Well known Dunedin nurse and artist Heather Martin Heather Martin is a Gospel singer, and a current member of the gospel group Virtue with her sisters Ebony Holland and Karima Kibble. Early years
A native of New Orleans, Louisiana, Heather was born on February 2, 1977 and is the youngest child born into Trotter family.
 became the first artist to work in a New Zealand New Zealand (zē`lənd), island country (2005 est. pop. 4,035,000), 104,454 sq mi (270,534 sq km), in the S Pacific Ocean, over 1,000 mi (1,600 km) SE of Australia. The capital is Wellington; the largest city and leading port is Auckland.  hospital setting when she became artist in residence at Gore Hospital in 1986 with the support of the Queen Elizabeth Arts Council Her second hospital assignment was at Lake Alice Hospital Lake Alice Hospital was a rural psychiatric facilty in Rangitikei, New Zealand.

Like many New Zealand psychiatric hospitals, Lake Alice was self-sufficient, with its own farm, workshop, bakery, laundry, and fire station.
 where she developed her awareness of what people endure when diagnosed with severe and enduring mental illness. This awareness led to a Lifelong passion for the people, things and places of mental hospital institutional life which became features of her poetry and paintings.

Heather, who was born in Whakatane in 1959, graduated from the Auckland Technical Institute School of Nursing in 1980. A change of circumstance Led her to attend the Dunedin School of Fine Arts Puerto Rico's School of Fine Arts is a college-level institution of higher learning, located in Old San Juan which offers studies in graphic arts and other humane studies.

Dr.
 from which she graduated in 1985, majoring in sculpture.

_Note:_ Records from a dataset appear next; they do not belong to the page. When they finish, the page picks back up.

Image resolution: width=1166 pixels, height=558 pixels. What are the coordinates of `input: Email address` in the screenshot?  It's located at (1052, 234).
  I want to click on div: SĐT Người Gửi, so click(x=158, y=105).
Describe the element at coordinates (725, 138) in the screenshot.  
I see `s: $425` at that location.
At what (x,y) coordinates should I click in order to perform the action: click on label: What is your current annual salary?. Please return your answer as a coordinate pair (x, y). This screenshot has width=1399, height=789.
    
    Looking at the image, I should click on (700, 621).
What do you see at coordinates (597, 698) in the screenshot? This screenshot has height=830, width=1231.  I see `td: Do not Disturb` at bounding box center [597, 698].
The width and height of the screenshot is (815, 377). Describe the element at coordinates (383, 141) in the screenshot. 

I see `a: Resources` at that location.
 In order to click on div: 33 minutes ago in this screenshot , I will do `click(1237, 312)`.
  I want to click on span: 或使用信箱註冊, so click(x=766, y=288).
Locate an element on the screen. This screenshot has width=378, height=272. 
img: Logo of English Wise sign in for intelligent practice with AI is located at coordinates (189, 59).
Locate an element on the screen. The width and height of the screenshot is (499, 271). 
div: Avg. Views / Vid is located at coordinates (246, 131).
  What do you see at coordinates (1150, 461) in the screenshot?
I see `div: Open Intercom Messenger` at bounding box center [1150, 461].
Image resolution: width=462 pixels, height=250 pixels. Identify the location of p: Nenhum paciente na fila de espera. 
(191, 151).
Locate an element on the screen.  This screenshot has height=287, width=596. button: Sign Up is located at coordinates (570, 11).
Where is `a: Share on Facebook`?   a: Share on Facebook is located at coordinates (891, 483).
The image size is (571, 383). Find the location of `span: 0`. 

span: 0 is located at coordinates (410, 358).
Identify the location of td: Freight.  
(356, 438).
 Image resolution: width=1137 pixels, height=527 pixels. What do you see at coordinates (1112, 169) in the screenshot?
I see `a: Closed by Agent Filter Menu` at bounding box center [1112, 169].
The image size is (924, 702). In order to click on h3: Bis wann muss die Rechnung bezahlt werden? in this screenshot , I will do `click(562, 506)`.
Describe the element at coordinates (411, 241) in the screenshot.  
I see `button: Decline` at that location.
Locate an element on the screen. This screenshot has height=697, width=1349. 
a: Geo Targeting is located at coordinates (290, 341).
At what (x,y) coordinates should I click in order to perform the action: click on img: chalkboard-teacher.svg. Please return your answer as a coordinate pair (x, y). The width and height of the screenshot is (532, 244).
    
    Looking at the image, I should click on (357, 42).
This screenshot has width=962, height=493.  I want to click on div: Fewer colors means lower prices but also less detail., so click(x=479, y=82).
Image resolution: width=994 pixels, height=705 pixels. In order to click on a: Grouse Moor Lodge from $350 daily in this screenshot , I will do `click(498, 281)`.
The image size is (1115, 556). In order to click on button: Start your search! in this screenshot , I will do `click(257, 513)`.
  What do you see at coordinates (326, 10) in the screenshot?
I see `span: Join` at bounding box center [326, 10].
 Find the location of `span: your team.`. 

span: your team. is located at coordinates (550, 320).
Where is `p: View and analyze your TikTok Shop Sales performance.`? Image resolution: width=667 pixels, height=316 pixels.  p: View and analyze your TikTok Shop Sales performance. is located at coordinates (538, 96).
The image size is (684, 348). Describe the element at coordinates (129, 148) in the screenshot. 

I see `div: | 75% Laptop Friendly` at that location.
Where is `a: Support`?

In 1989, Heather took up the position of arts director for the Dunedin Creative Arts Trust. This was dedicated to creative expression for those affected by mental illness. A workshop on-site at Cherry Farm Hospital became the forerunner of an initiative to set up a studio gallery in Dunedin called Artsenta. This was in response to the government-led deinstitutionalisation Deinstitutionalisation is the practice of moving people (especially those with developmental disability) from mental institutions into community-based or family-based environments.  of patients from 1991-92 and their subsequent placement in the community. Heather ran the studio from 1991-1999, managing and participating in many group shows. In 1999, she was appointed arts consultant to Lakeland District Health Board Mental Health Service in Rotorua. This role enabled her to develop and run a wide range of creative projects for service clients within a community setting.

In 2004, she returned to Dunedin and, while acting as clinical nurse specialist clinical nurse specialist
n.
A nurse who has advanced knowledge and competence in a particular area of nursing practice, such as in cardiology, oncology, or psychiatry.
 for the acute inpatient ward at Wakari Hospital, completed her PhD in nursing through Victoria University in Wellington. Through text, poetry and creative images, her thesis investigated the factors that contribute to suffering or healing for patients in psychiatric institutions. Her PhD was also the impetus for her most recent works of art. These paintings feature vessels as an expression of the sanctity of human life and the challenge of shrugging off the burden of stigma and discrimination surrounding the diagnosis of mental illness.

[ILLUSTRATION OMITTED]

Heather died in June this year after being diagnosed with liver cancer Liver Cancer Definition

Liver cancer is a relatively rare form of cancer but has a high mortality rate. Liver cancers can be classified into two types.
 last year.

From an obituary by Pat Irvine and Mary McMillan
COPYRIGHT 2007 New Zealand Nurses' Organisation
No portion of this article can be reproduced without the express written permission from the copyright holder.
Copyright 2007, Gale Group. All rights reserved.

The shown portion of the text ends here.